My first official journal bit, co-authored with Thomas Hodgman in the student portion of this issue of the IJZS, is now available. Read it here if you haven’t already. It’s a marginally exciting time to be Brad Bolman. I think a book review or two might make it out this year as well.

Here’s a more permanent link.

Can There Ever Be Too Much Tune-Yards?

No, absolutely not. Tiny Desk Concert, here.

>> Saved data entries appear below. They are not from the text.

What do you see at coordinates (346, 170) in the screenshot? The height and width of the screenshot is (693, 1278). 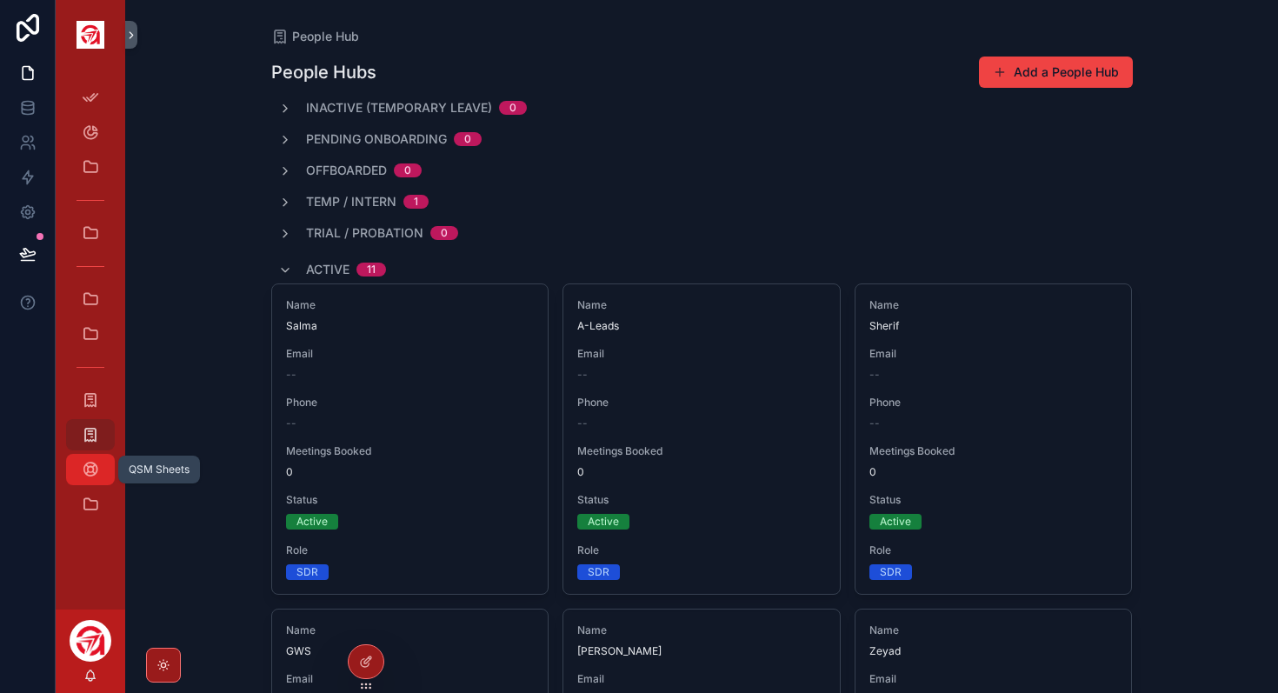 I see `span: Offboarded` at bounding box center [346, 170].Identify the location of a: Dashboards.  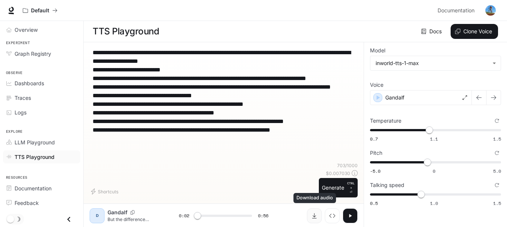
(41, 83).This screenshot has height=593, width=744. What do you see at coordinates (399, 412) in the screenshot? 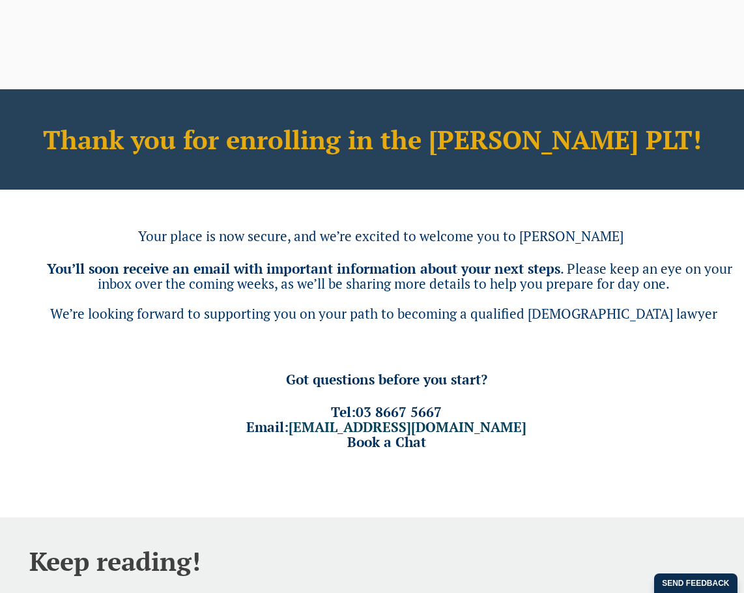
I see `a: 03 8667 5667` at bounding box center [399, 412]. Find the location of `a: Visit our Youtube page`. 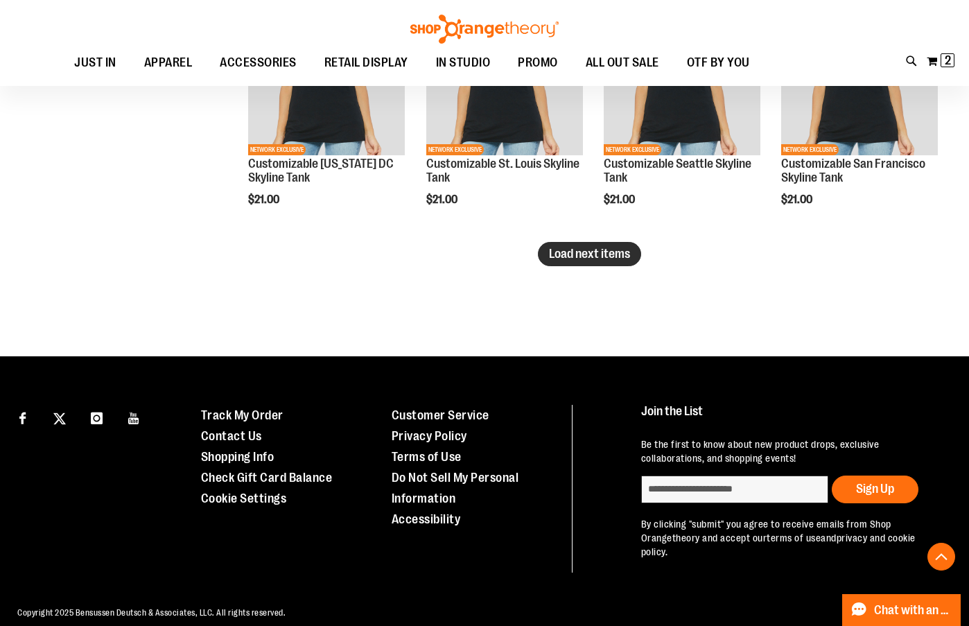

a: Visit our Youtube page is located at coordinates (134, 417). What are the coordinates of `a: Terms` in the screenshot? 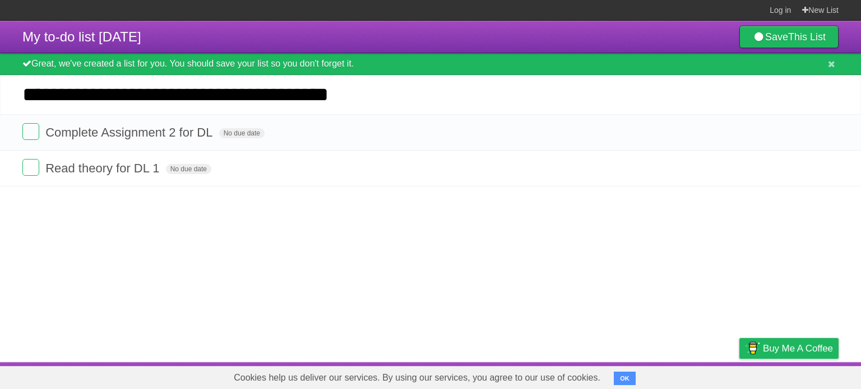 It's located at (699, 376). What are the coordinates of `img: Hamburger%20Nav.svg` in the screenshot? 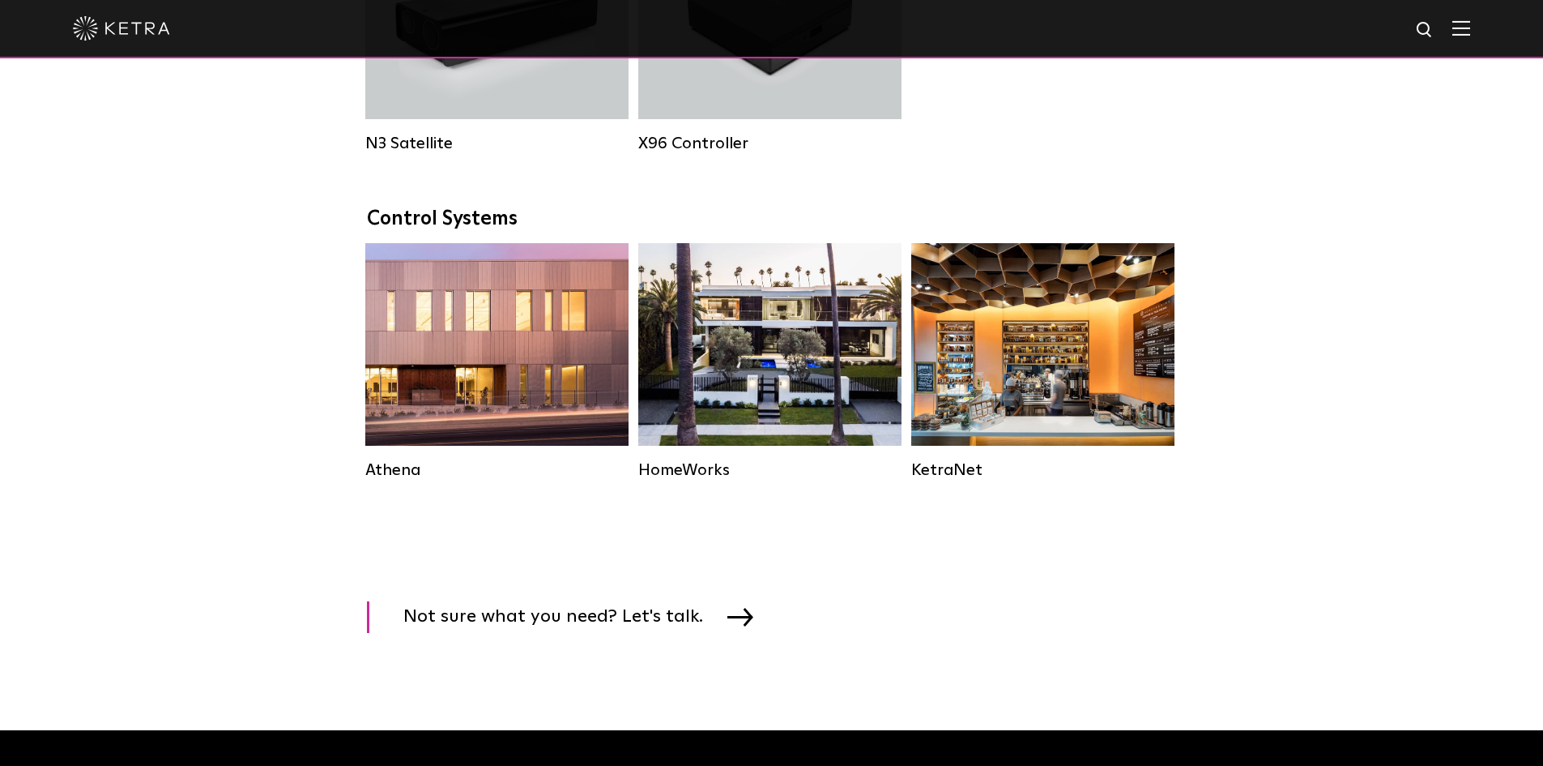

Shirtless Photos, The $15 Dollar EP, and Songs That Never Leave

Today I was cleaning my bookshelf — tossing shit all over the place like I was Kansas earthquaking — looking for my headphones. Dear World, if you’re even somewhat involved with my life you probably already heard, but my beautiful Audio-Technica headset disappeared and I can no longer listen to James Blake in his mind-numbing bliss-ness. If someone found them, I would give them anything. Anything. The biggest problem is that I can’t help but notice that throughout my life I’ve lost tons of things. Mostly coats. Dear Mom, I’m sorry about all those extra coats: the Captain’s jacket that was left at a Kentucky hotel, the windbreakers I left multiple times in elementary school cafeterias, and much more.

While I was searching, I found a cd from Ariel Rubin. “Who’s Ariel Rubin?” you ask. Well, I’ll tell you because you really needn’t stay in the dark: she’s a singer-songwriter-type based in Boston. She plays electronic ukelele which I think is a little gimmicky, but she pulls it off in a barely-gimmicky sort of way that makes it hard to hate much. After watching her do a live concert at the MegaStarshipBucks near Harvard — sufficiently convinced of the semi-gimmicky-ness of her uke-strumming — I decided I would support the band by buying a cd. There’s something about supporting the underdogs, it gets me every time. I walk over to her stand. “Which of your EPs is the best, do you think?” I ask her. Ariel indicates that the newer cd is produced much better, but we laugh at the difficulty in picking a “best” together. Such mutual rapport. I haven’t made friends this quickly since the time I was ordering coffee downstairs and, when the register stopped working, suggested with a coy smile that it was these “small victories against the machines” that kept us alive. I hand Ariel $15 dollars. My hand wavers momentarily, waiting to receive change. I do not.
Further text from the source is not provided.